Throughout history, a self-entitled ruling class and their aspiring sycophants have rarely listened to expendable peasants. To do so would have ham-stringed themselves in their own game-of-thrones. Why should we expect them to pause from their relentless pursuit of power and sacrifice their gated-community, center-stage, moment in the sun for we mere peasants now?

From the very beginning of 'New World' history of the modern corporate nation-state, "democracy" or "republic" never had anything other than legs of clay to begin with. Those words are just double-speak code words, part of a larger narrative that is as correlated with their purported ideals as is the legal system correlated with empathy or morality ... that is 'not very'.

In line with a 'veneer theory' of culture, our institutions and processes are only thinly veiled cultural conceits, our institutions and systems only a kabuki show, serving the ruthless and unscrupulous. And institutions and legal processes are only as strong as families and communities can be gutted, empathetic bonds and trust, completely replaced by orders and rules.

Smaller, ethnic tribes of the Americas, or the aboriginal peoples of other parts of the world, have experienced the front lines of this class war very quickly, as did other smaller tribes and communities.

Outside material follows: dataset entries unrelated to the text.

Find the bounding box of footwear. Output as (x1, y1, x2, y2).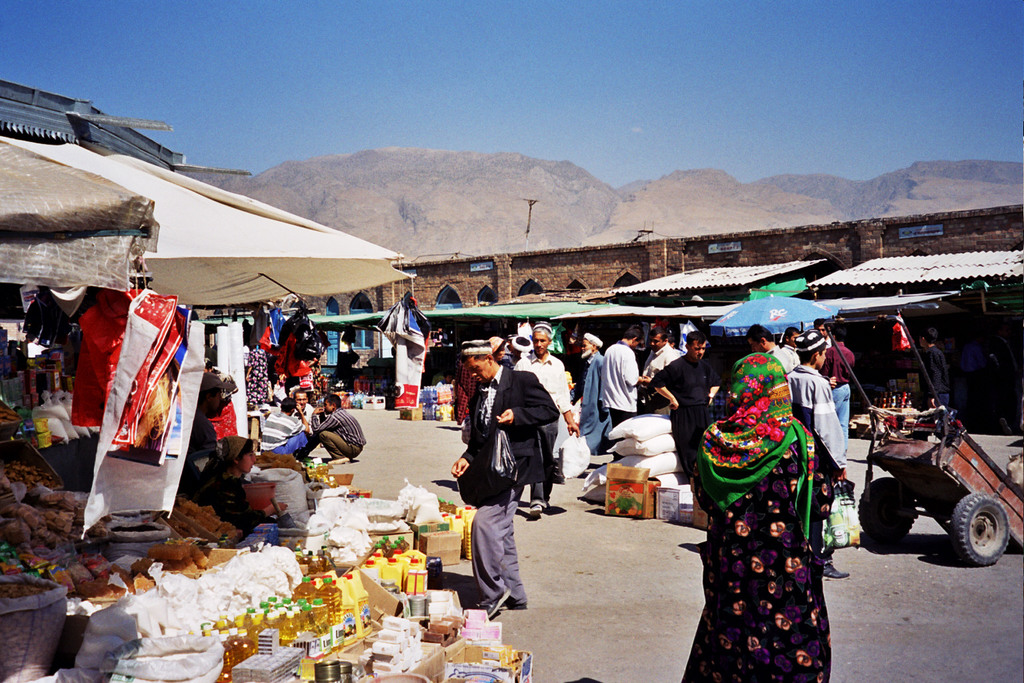
(481, 587, 515, 619).
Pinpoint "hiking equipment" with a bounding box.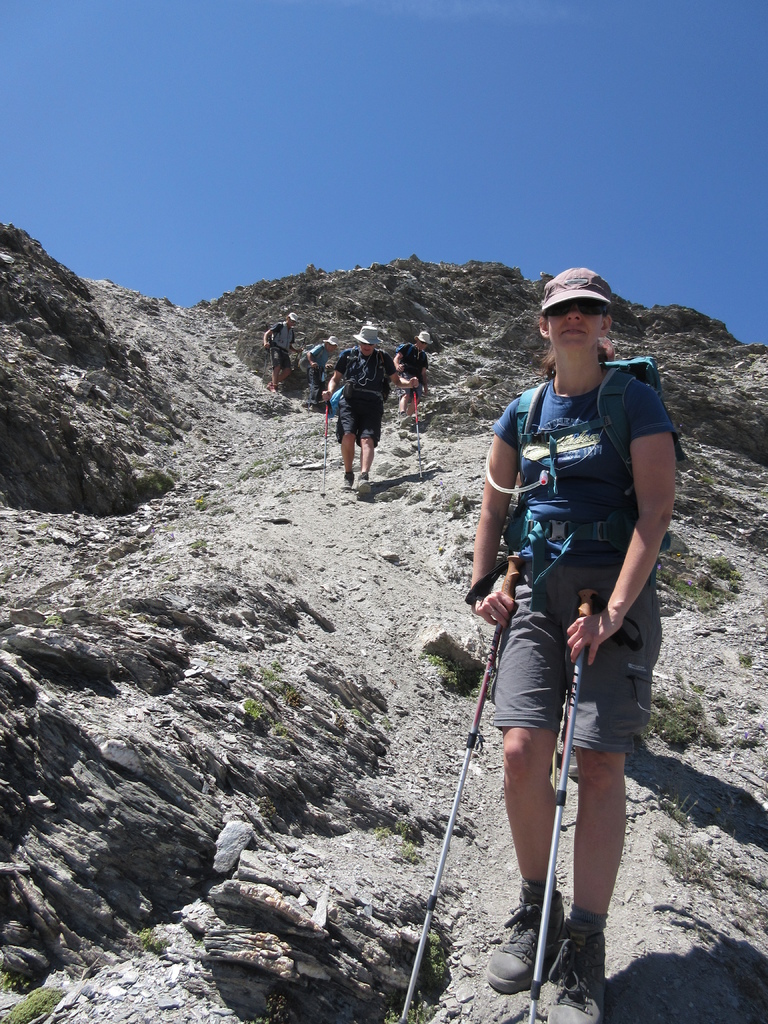
x1=257 y1=344 x2=269 y2=391.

Only now, as our species' worse predatory instincts are beginning to cross faux-ethnic lines — and effect a middle class which has served its purpose and is now expendable — do we presume to have the basic human right to speak up, or that the ruling class is obliged to listen. I expect the same dismal results our less entitled brothers and sisters have experienced throughout the centuries.

History, like science in particular and education or academia in general, the arts, law, religion, business, journalism, and just about any other domain ... have almost completely been captured and gamed — arms of the vampire-squid, the mythos of a self-entitled, predatory, and ruthless ruling class.